My experience, as I've outlined in this place previously, is that too many small businesses are currently surviving in that fraught purgatory of noncompliance and non-enforcement. Better government is the key, and our party was founded on these principles focused on the forgotten people: shopkeepers, skilled artisans, professional men and women. To support our small businesses today, I believe the small business middle class will be just as likely to include young entrepreneurs, creative industry types, tradies, independent contractors and medical researchers—professionals who have specialised in areas of expertise but don't want to be shackled by employment to individual advisory or big service firms. To support the emerging small business class of today and tomorrow, wherever possible we need to keep up this focus on ensuring that our regulations are based more around principles than overprescriptions. It is a change I think we can encourage, especially with Minister Laundy at the head of our small business agenda. Like me, the minister is of and from the small and family business sector. He understands where prosperity comes from.

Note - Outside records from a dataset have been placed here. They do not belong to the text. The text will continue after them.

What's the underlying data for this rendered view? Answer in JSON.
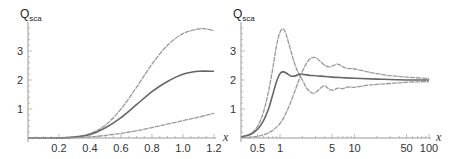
{
  "chart_data": [
    {
      "type": "line",
      "title": "",
      "ylabel": "Q",
      "ylabel_sub": "sca",
      "xlabel": "x",
      "xscale": "linear",
      "xlim": [
        0,
        1.2
      ],
      "ylim": [
        0,
        3.9
      ],
      "xticks": [
        0.2,
        0.4,
        0.6,
        0.8,
        1.0,
        1.2
      ],
      "xtick_labels": [
        "0.2",
        "0.4",
        "0.6",
        "0.8",
        "1.0",
        "1.2"
      ],
      "yticks": [
        1,
        2,
        3
      ],
      "ytick_labels": [
        "1",
        "2",
        "3"
      ],
      "grid": false,
      "series": [
        {
          "name": "upper",
          "color": "#9a9a9a",
          "x": [
            0,
            0.2,
            0.3,
            0.4,
            0.5,
            0.6,
            0.7,
            0.8,
            0.9,
            1.0,
            1.1,
            1.15,
            1.2
          ],
          "y": [
            0,
            0.005,
            0.04,
            0.15,
            0.45,
            1.0,
            1.75,
            2.55,
            3.2,
            3.6,
            3.76,
            3.76,
            3.7
          ]
        },
        {
          "name": "middle",
          "color": "#666666",
          "x": [
            0,
            0.2,
            0.3,
            0.4,
            0.5,
            0.6,
            0.7,
            0.8,
            0.9,
            1.0,
            1.1,
            1.2
          ],
          "y": [
            0,
            0.004,
            0.03,
            0.12,
            0.35,
            0.7,
            1.15,
            1.6,
            1.95,
            2.2,
            2.3,
            2.3
          ]
        },
        {
          "name": "lower",
          "color": "#9a9a9a",
          "x": [
            0,
            0.2,
            0.3,
            0.4,
            0.5,
            0.6,
            0.7,
            0.8,
            0.9,
            1.0,
            1.1,
            1.2
          ],
          "y": [
            0,
            0.002,
            0.01,
            0.04,
            0.09,
            0.16,
            0.25,
            0.36,
            0.48,
            0.6,
            0.72,
            0.85
          ]
        }
      ]
    },
    {
      "type": "line",
      "title": "",
      "ylabel": "Q",
      "ylabel_sub": "sca",
      "xlabel": "x",
      "xscale": "log",
      "xlim": [
        0.3,
        100
      ],
      "ylim": [
        0,
        3.9
      ],
      "xticks": [
        0.5,
        1,
        5,
        10,
        50,
        100
      ],
      "xtick_labels": [
        "0.5",
        "1",
        "5",
        "10",
        "50",
        "100"
      ],
      "yticks": [
        1,
        2,
        3
      ],
      "ytick_labels": [
        "1",
        "2",
        "3"
      ],
      "grid": false,
      "series": [
        {
          "name": "upper",
          "color": "#9a9a9a",
          "x": [
            0.3,
            0.4,
            0.5,
            0.6,
            0.7,
            0.8,
            0.9,
            1.0,
            1.1,
            1.2,
            1.4,
            1.6,
            1.8,
            2.0,
            2.3,
            2.7,
            3.0,
            3.5,
            4.0,
            4.6,
            5.2,
            6.0,
            7.0,
            8.0,
            10,
            15,
            20,
            30,
            50,
            100
          ],
          "y": [
            0.04,
            0.15,
            0.4,
            0.9,
            1.6,
            2.4,
            3.2,
            3.65,
            3.76,
            3.6,
            3.0,
            2.5,
            2.2,
            2.0,
            1.7,
            1.55,
            1.57,
            1.72,
            1.8,
            1.68,
            1.65,
            1.72,
            1.7,
            1.76,
            1.75,
            1.82,
            1.85,
            1.88,
            1.92,
            1.95
          ]
        },
        {
          "name": "middle",
          "color": "#666666",
          "x": [
            0.3,
            0.4,
            0.5,
            0.6,
            0.7,
            0.8,
            0.9,
            1.0,
            1.1,
            1.2,
            1.4,
            1.6,
            1.8,
            2.0,
            2.5,
            3.0,
            4.0,
            5.0,
            7.0,
            10,
            20,
            50,
            100
          ],
          "y": [
            0.03,
            0.12,
            0.3,
            0.6,
            1.0,
            1.5,
            1.95,
            2.22,
            2.28,
            2.25,
            2.14,
            2.14,
            2.2,
            2.2,
            2.16,
            2.15,
            2.12,
            2.1,
            2.08,
            2.06,
            2.03,
            2.0,
            2.0
          ]
        },
        {
          "name": "lower",
          "color": "#9a9a9a",
          "x": [
            0.3,
            0.4,
            0.5,
            0.6,
            0.7,
            0.8,
            1.0,
            1.2,
            1.4,
            1.6,
            1.8,
            2.0,
            2.3,
            2.6,
            2.9,
            3.3,
            3.8,
            4.5,
            5.2,
            6.0,
            7.0,
            8.0,
            10,
            15,
            20,
            30,
            50,
            100
          ],
          "y": [
            0.01,
            0.03,
            0.06,
            0.11,
            0.18,
            0.27,
            0.5,
            0.85,
            1.25,
            1.65,
            2.0,
            2.3,
            2.6,
            2.75,
            2.78,
            2.7,
            2.55,
            2.45,
            2.5,
            2.55,
            2.45,
            2.4,
            2.38,
            2.28,
            2.22,
            2.15,
            2.1,
            2.05
          ]
        }
      ]
    }
  ]
}
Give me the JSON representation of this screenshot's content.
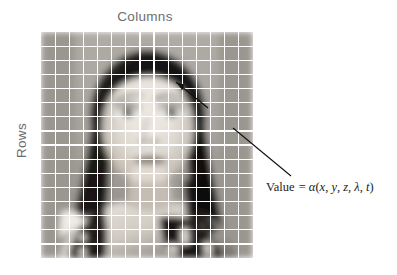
{
  "figure": {
    "background_color": "#ffffff",
    "width": 397,
    "height": 275
  },
  "axes": {
    "columns_label": "Columns",
    "rows_label": "Rows",
    "label_color": "#6e6e6e"
  },
  "image_grid": {
    "description": "grayscale portrait photograph overlaid with a white sampling grid",
    "columns": 15,
    "rows": 16,
    "grid_line_color": "#ffffff",
    "left": 41,
    "top": 32,
    "width": 212,
    "height": 226
  },
  "annotation": {
    "arrow_target": "pixel cell at the subject's right eye",
    "arrow_color": "#111111",
    "formula": {
      "lhs": "Value",
      "equals": "=",
      "function": "α",
      "open_paren": "(",
      "args": [
        "x",
        "y",
        "z",
        "λ",
        "t"
      ],
      "separator": ",",
      "close_paren": ")",
      "full_text": "Value = α(x, y, z, λ, t)"
    }
  },
  "chart_data": {
    "type": "heatmap",
    "title": "",
    "xlabel": "Columns",
    "ylabel": "Rows",
    "grid": true,
    "legend": null,
    "annotations": [
      "Value = α(x, y, z, λ, t)"
    ],
    "colormap": "grayscale",
    "shape": [
      16,
      15
    ],
    "values": [
      [
        118,
        112,
        108,
        168,
        178,
        180,
        181,
        182,
        184,
        184,
        183,
        181,
        178,
        172,
        160
      ],
      [
        120,
        114,
        110,
        166,
        176,
        179,
        180,
        182,
        184,
        184,
        182,
        180,
        176,
        170,
        158
      ],
      [
        122,
        116,
        112,
        158,
        150,
        140,
        138,
        150,
        162,
        168,
        170,
        172,
        172,
        168,
        156
      ],
      [
        124,
        118,
        114,
        120,
        54,
        32,
        36,
        58,
        40,
        34,
        48,
        120,
        160,
        166,
        154
      ],
      [
        126,
        120,
        116,
        70,
        34,
        190,
        210,
        46,
        28,
        205,
        215,
        52,
        130,
        162,
        150
      ],
      [
        128,
        122,
        118,
        40,
        36,
        200,
        205,
        44,
        30,
        210,
        200,
        46,
        60,
        150,
        146
      ],
      [
        130,
        124,
        120,
        44,
        48,
        150,
        158,
        60,
        52,
        160,
        150,
        50,
        44,
        120,
        142
      ],
      [
        132,
        126,
        122,
        52,
        160,
        198,
        205,
        200,
        175,
        195,
        185,
        48,
        40,
        80,
        138
      ],
      [
        134,
        128,
        124,
        60,
        185,
        210,
        215,
        150,
        120,
        200,
        190,
        44,
        38,
        60,
        134
      ],
      [
        136,
        130,
        126,
        80,
        195,
        215,
        218,
        205,
        200,
        205,
        150,
        42,
        36,
        52,
        130
      ],
      [
        138,
        132,
        128,
        210,
        200,
        120,
        90,
        100,
        170,
        190,
        60,
        38,
        34,
        48,
        126
      ],
      [
        140,
        134,
        60,
        40,
        50,
        45,
        55,
        60,
        70,
        50,
        36,
        32,
        30,
        44,
        122
      ],
      [
        142,
        136,
        44,
        30,
        35,
        40,
        45,
        50,
        40,
        34,
        30,
        28,
        190,
        40,
        118
      ],
      [
        144,
        138,
        38,
        28,
        200,
        38,
        42,
        46,
        36,
        32,
        205,
        185,
        36,
        36,
        114
      ],
      [
        146,
        140,
        34,
        195,
        34,
        34,
        38,
        42,
        32,
        200,
        30,
        28,
        32,
        32,
        110
      ],
      [
        148,
        142,
        30,
        26,
        30,
        30,
        34,
        38,
        28,
        26,
        26,
        24,
        28,
        28,
        106
      ]
    ]
  }
}
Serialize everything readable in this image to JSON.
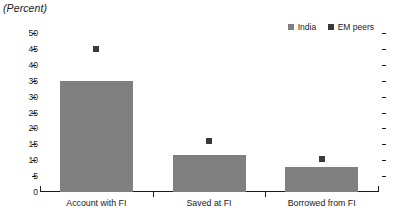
{
  "chart_data": {
    "type": "bar",
    "title": "(Percent)",
    "xlabel": "",
    "ylabel": "",
    "ylim": [
      0,
      50
    ],
    "ytick_step": 5,
    "yticks": [
      "0",
      "5",
      "10",
      "15",
      "20",
      "25",
      "30",
      "35",
      "40",
      "45",
      "50"
    ],
    "grid": false,
    "legend_position": "top-right",
    "categories": [
      "Account with FI",
      "Saved at FI",
      "Borrowed from FI"
    ],
    "series": [
      {
        "name": "India",
        "render": "bar",
        "color": "#808080",
        "values": [
          35,
          11.5,
          8
        ]
      },
      {
        "name": "EM peers",
        "render": "marker",
        "color": "#3a3a3a",
        "values": [
          45,
          16,
          10.3
        ]
      }
    ]
  },
  "legend": {
    "items": [
      {
        "label": "India",
        "color": "#808080"
      },
      {
        "label": "EM peers",
        "color": "#3a3a3a"
      }
    ]
  },
  "axis": {
    "line_color": "#1a1a1a"
  }
}
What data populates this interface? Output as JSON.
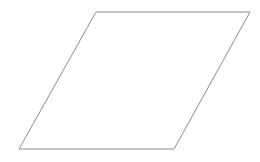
{
  "diagram": {
    "shape": "parallelogram",
    "stroke_color": "#8a8a8a",
    "fill_color": "#ffffff",
    "stroke_width": 1,
    "vertices": [
      [
        96,
        12
      ],
      [
        250,
        12
      ],
      [
        174,
        149
      ],
      [
        19,
        149
      ]
    ]
  }
}
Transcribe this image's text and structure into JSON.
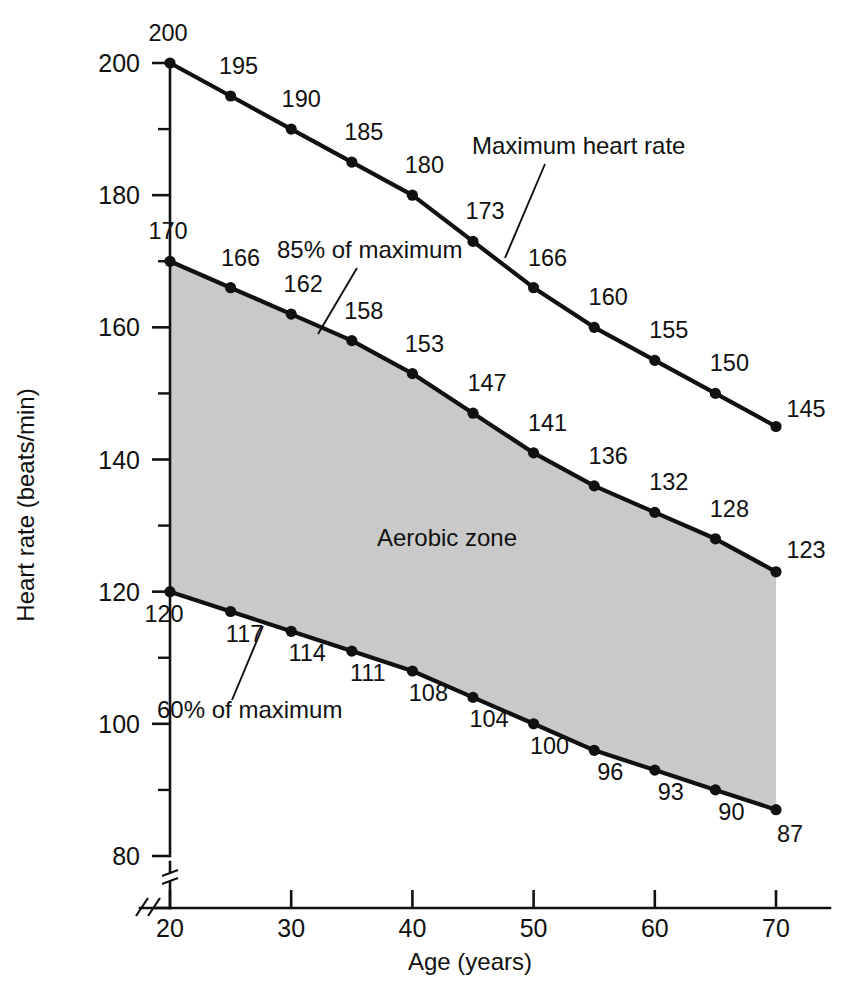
{
  "chart_data": {
    "type": "line",
    "title": "",
    "xlabel": "Age (years)",
    "ylabel": "Heart rate (beats/min)",
    "xlim": [
      20,
      70
    ],
    "ylim": [
      80,
      200
    ],
    "x": [
      20,
      25,
      30,
      35,
      40,
      45,
      50,
      55,
      60,
      65,
      70
    ],
    "x_ticks": [
      20,
      30,
      40,
      50,
      60,
      70
    ],
    "x_tick_labels": [
      "20",
      "30",
      "40",
      "50",
      "60",
      "70"
    ],
    "y_ticks": [
      80,
      100,
      120,
      140,
      160,
      180,
      200
    ],
    "y_tick_labels": [
      "80",
      "100",
      "120",
      "140",
      "160",
      "180",
      "200"
    ],
    "y_minor_ticks": [
      90,
      110,
      130,
      150,
      170,
      190
    ],
    "grid": false,
    "axis_break_x": true,
    "axis_break_y": true,
    "legend_position": "inline-annotations",
    "series": [
      {
        "name": "Maximum heart rate",
        "values": [
          200,
          195,
          190,
          185,
          180,
          173,
          166,
          160,
          155,
          150,
          145
        ],
        "labels": [
          "200",
          "195",
          "190",
          "185",
          "180",
          "173",
          "166",
          "160",
          "155",
          "150",
          "145"
        ]
      },
      {
        "name": "85% of maximum",
        "values": [
          170,
          166,
          162,
          158,
          153,
          147,
          141,
          136,
          132,
          128,
          123
        ],
        "labels": [
          "170",
          "166",
          "162",
          "158",
          "153",
          "147",
          "141",
          "136",
          "132",
          "128",
          "123"
        ]
      },
      {
        "name": "60% of maximum",
        "values": [
          120,
          117,
          114,
          111,
          108,
          104,
          100,
          96,
          93,
          90,
          87
        ],
        "labels": [
          "120",
          "117",
          "114",
          "111",
          "108",
          "104",
          "100",
          "96",
          "93",
          "90",
          "87"
        ]
      }
    ],
    "shaded_region": {
      "label": "Aerobic zone",
      "between": [
        "85% of maximum",
        "60% of maximum"
      ],
      "color": "#c9c9c9"
    },
    "annotations": [
      {
        "name": "maximum-heart-rate",
        "text": "Maximum heart rate"
      },
      {
        "name": "eightyfive-percent",
        "text": "85% of maximum"
      },
      {
        "name": "sixty-percent",
        "text": "60% of maximum"
      },
      {
        "name": "aerobic-zone",
        "text": "Aerobic zone"
      }
    ],
    "colors": {
      "line": "#111111",
      "zone_fill": "#c9c9c9",
      "background": "#ffffff"
    }
  },
  "axes": {
    "x_title": "Age (years)",
    "y_title": "Heart rate (beats/min)"
  }
}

Sadly, the Labor Party is becoming so divorced from their past and from business that these days they confuse income with profit. Last year 1.1 million small and family businesses made not one single dollar in profit yet at the same time employed hundreds and thousands of people and paid salaries amounting to almost $40 billion. What will happen to those businesses and all their employees under a change of government? What will happen to the hardworking small business owners when they get a Labor Party that wants to roll back all those policies we've been implementing to support their businesses to grow? Most importantly, what will happen to the millions of Australians who work for those small businesses if they get a Labor government that doesn't even pretend to understand how the small business sector works, given how their deals and policymaking focus on big business, big unions and big government? The Turnbull government is right now delivering the support that small and family businesses need.